Sullivan is said to have between 20 and 30 “bodies.” “Mad Dog” reached out to English because, as he told him, “You’re one of the few who got it right” and “You treated me almost like a historical figure” (in English’s bestselling “Paddy Whacked: The Untold Story of the Irish American Gangster”).

English’s face time in prison with Sullivan inside “the a–hole of the universe” was so cordial that English had a flash of insight: “Nice guys make the best killers.”

James “Whitey” Bulger reigned at the top of the Boston underworld from 1975 to 1995. His effect on Boston is compared to that of Al Capone on Chicago — except that he was so well connected (his brother Billy Bulger was president of the Massachusetts state Senate) and so adept at manipulation, he became “Mr. Untouchable.”

Bulger was on the lam from 1995 to 2011. The 83-year-old and his longtime paramour, Catherine Greig, were living the quiet life two blocks from the beach in Santa Monica, California, when Greig was identified. Inside the wall of their apartment was $822,198 in cash and 30 guns, including automatic weapons and a machine gun. Bulger is charged with 19 counts of murder, including the strangulation by hand and dismemberment of two women.

The meat of this Irish sandwich covers the new breed of organized crime, including Jamaican posses, Asian triad gangs and Latin American cartels. English takes us inside the world of the Witness Protection Program, warts and all. We gain insight into the questionable use of confidential informants in Mansfield, Ohio, and Tulia, Texas.

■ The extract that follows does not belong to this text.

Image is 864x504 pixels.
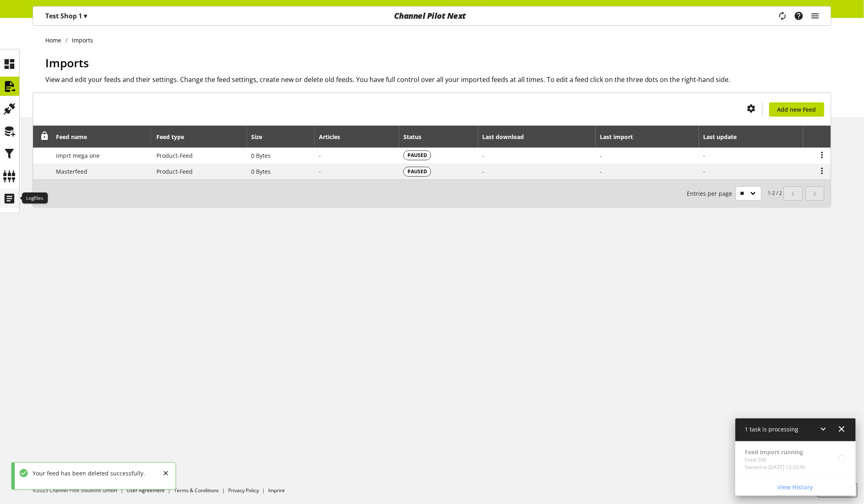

In “Bullet in the Ass,” we see the mafia on the run. Omerta breakdown. A flock of stool pigeons.

“I’m not a gratuitous thrill seeker,” English said. “I am not attracted to the dark side. I am attracted to the light and what that light reveals about the true nature of the social universe.”

He was recently in Los Angeles with an A-list actor to pitch a miniseries. Then it was back to Boston for the start of the Bulger trial last month. People who know him think the coldblooded Boston mobster will seek courtroom revenge on former associates who turned on him and wrote books. Poor Boston, so soon after the marathon massacre. Those old bones and nightmares may dance again.